I do not trade at the moment (used to be a simple stocks trader), but currently am reading up on options.Good question @trade4succes
The answer is not binary.
I looked at volatility in some detail some time ago and couldn't find a bankable edge that I could exploit from trading volatility alone (*). My directional calls generally seem to be pretty good - although not so much this week!
My strategies / methodologies:
Do you trade similarly? I would welcome your thoughts.
- Directional (swing) trades ising vertical spreads further away from AtM are more purely directional, and relative volatility doesn't have a huge impact
- where possible - depending on skew etc - I bring the short side in closer to AtM to harvest gains from excess volatility risk premium, as you put it.
- the body for Butterflies can be far OtM or closer to AtM for similar reasons and also depending on my estimated / target return
- Calendars are much more dependent on Vol movement and there would be little point in trading them without exploiting the relative impact of IV across respective expiration terms.
- (*) Outside of this journal I do a couple of other things, including a 'no brainer' momentum strategy on individual equities to participate in changes in volatility over a month or two, which makes a useful profit vs the work involved but is not a particularly interesting discussion to put on a forum.
My current understanding is (nothing new for you I am sure, unless I am wrong), that 1) delta one/outright strategies are a subset of option strategies, where the market is modeled as a Bernoulli distribution with instantaneous implied 50/50 probabilities (actually a bit skewed to the upside because of cost of capital). If the trader believes that the market is over/underestimating the upside probability, she goes short/long. Time isn't even important here, because if a long term trader thinks the odds are bearish short term, and long term bullish, she should go short now and go long later (abstracting away from possible liquidity/transaction cost and similar issues).
With 2) option trading, one imagines the option prices determine an implied continuous distribution over the expected price, with a time dimension added. If the trader at a certain time believes the markets odds are wrong in whatever dimension, she can set up an options position to profit from it.
Now, the reason I asked you, is because some academic articles suggest that options (at least on stock indices, and possibly others) are perennially overpriced on average (premium versus risk, i.e. implied versus realized volatility). Reading that made me wonder whether that edge is the cornerstone of all option traders, where specific situation-dependent implementations of trades are tailored as a sort of money management tool to make the harvesting operation as efficient as possible.
I understood from your answer there is no black and white answer to that, and you employ a rather fluid sort of strategy. If I were to start trading again, I would be tempted to believe the academics on face value and zero in on the allegedly overpriced premiums, but that would probably be too easy to make a good living. Because that would be similar as just always be short VIX (which, I am speculating here, doesn't do much better than a risk adjusted return of long the S&P). So my tentative conclusion is that there still is no holy grail, and all the better. Thanks for your answer, and good trading!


=== To do ===
Reproduce the data below in full. Nothing should differ from the original.

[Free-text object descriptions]
#####
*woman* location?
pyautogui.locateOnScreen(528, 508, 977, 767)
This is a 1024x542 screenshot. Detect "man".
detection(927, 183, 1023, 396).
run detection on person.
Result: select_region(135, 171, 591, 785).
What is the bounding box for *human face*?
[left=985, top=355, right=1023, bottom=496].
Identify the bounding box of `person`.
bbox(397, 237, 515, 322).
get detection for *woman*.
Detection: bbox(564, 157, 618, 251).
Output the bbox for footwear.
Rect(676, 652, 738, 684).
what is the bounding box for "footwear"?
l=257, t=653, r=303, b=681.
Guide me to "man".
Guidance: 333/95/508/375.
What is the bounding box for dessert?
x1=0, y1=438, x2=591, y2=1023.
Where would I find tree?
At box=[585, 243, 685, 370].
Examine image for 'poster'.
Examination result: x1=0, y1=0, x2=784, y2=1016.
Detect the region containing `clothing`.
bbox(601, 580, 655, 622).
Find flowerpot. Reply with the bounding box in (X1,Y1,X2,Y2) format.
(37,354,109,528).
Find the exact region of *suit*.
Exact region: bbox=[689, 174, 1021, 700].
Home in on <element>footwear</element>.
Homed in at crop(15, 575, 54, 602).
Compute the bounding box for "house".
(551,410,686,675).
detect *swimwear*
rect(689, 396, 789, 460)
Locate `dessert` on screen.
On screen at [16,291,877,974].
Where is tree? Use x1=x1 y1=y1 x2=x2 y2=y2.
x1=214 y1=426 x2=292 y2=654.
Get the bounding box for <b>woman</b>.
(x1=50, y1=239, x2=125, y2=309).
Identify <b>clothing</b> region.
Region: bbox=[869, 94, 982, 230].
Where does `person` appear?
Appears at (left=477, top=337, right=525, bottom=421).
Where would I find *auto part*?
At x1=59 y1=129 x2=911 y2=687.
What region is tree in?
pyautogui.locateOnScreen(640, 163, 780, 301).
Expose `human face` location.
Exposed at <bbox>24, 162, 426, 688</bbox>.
#####
=== Task output ===
*woman* location?
pyautogui.locateOnScreen(528, 508, 977, 767)
This is a 1024x542 screenshot. Detect "man".
detection(927, 183, 1023, 396).
run detection on person.
Result: select_region(135, 171, 591, 785).
What is the bounding box for *human face*?
[left=985, top=355, right=1023, bottom=496].
Identify the bounding box of `person`.
bbox(397, 237, 515, 322).
get detection for *woman*.
Detection: bbox(564, 157, 618, 251).
Output the bbox for footwear.
Rect(676, 652, 738, 684).
what is the bounding box for "footwear"?
l=257, t=653, r=303, b=681.
Guide me to "man".
Guidance: 333/95/508/375.
What is the bounding box for dessert?
x1=0, y1=438, x2=591, y2=1023.
Where would I find tree?
At box=[585, 243, 685, 370].
Examine image for 'poster'.
Examination result: x1=0, y1=0, x2=784, y2=1016.
Detect the region containing `clothing`.
bbox(601, 580, 655, 622).
Find flowerpot. Reply with the bounding box in (X1,Y1,X2,Y2) format.
(37,354,109,528).
Find the exact region of *suit*.
Exact region: bbox=[689, 174, 1021, 700].
Home in on <element>footwear</element>.
Homed in at crop(15, 575, 54, 602).
Compute the bounding box for "house".
(551,410,686,675).
detect *swimwear*
rect(689, 396, 789, 460)
Locate `dessert` on screen.
On screen at [16,291,877,974].
Where is tree? Use x1=x1 y1=y1 x2=x2 y2=y2.
x1=214 y1=426 x2=292 y2=654.
Get the bounding box for <b>woman</b>.
(x1=50, y1=239, x2=125, y2=309).
Identify <b>clothing</b> region.
Region: bbox=[869, 94, 982, 230].
Where does `person` appear?
Appears at (left=477, top=337, right=525, bottom=421).
Where would I find *auto part*?
At x1=59 y1=129 x2=911 y2=687.
What region is tree in?
pyautogui.locateOnScreen(640, 163, 780, 301).
Expose `human face` location.
Exposed at <bbox>24, 162, 426, 688</bbox>.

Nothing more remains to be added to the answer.